This article is 6 years old. Images might not display.
Its shares touched a 52-week high of C$3 on the news intraday, before easing to close up more than 5% to $2.80.
A Phase III drilling programme is underway at the property in Sonora with a planned end of July cut-off for inclusion in a resource update.
CEO N. Eric Frier said the confirmed discovery of continuous, high-grade mineralisation in the Granaditas Vein increased the near-surface, high-grade footprint in the district.
He said the company had received an historic map from a local rancher last year that showed the location of the Granaditas mine, operated in the early 1800s, that had since been documented as "a lost Spanish mine".
The company then drilled below the 90-foot mark where historic miners had encountered water, and intercepted high-grade mineralisation using the same geological controls as other high-grade veins in the district, Frier said.
The headline intercept comprised 1.8m at 12.14g/t gold and 1,440.3g/t silver.
SilverCrest said it had also identified an un-named hanging wall vein about 40-80m to the southeast of Granaditas and is planning further drilling to test this area and more of the 23 known veins in the coming months.
It had announced a maiden inferred resource in February of 62.8 million silver-equivalent ounces, using a 150g/t AgEq cut-off.
The Vancouver-based company added to its cash and equivalents of C$6.5 million (US$5 million) at the end of March with a $17.2 million (US$13.2 million) equity raising at $2.10 per share that closed in May.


AIM OF THE TASK >> Give all of the data below again exactly, and drop the images.

(Items from a figure collection)
━━━━━━━━━━━━━━━━━━━━━━━━━━━━━━

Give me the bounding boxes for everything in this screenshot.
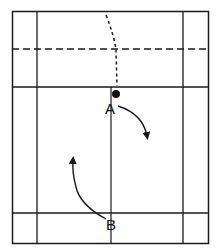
player-a-label: A [105,100,115,117]
shuttle-trajectory [106,15,117,86]
player-b-label: B [106,216,116,233]
player-a-movement-arrow [118,106,147,136]
shuttlecock [112,90,120,98]
player-b-movement-arrow [73,160,106,219]
court-diagram: A B [0,0,217,249]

━━━━━━━━━━━━━━━━━━━━━━━━━━━━━━

WRITTEN ANSWER >>
Give me the bounding boxes for everything in this screenshot.
player-a-label: A [105,100,115,117]
shuttle-trajectory [106,15,117,86]
player-b-label: B [106,216,116,233]
player-a-movement-arrow [118,106,147,136]
shuttlecock [112,90,120,98]
player-b-movement-arrow [73,160,106,219]
court-diagram: A B [0,0,217,249]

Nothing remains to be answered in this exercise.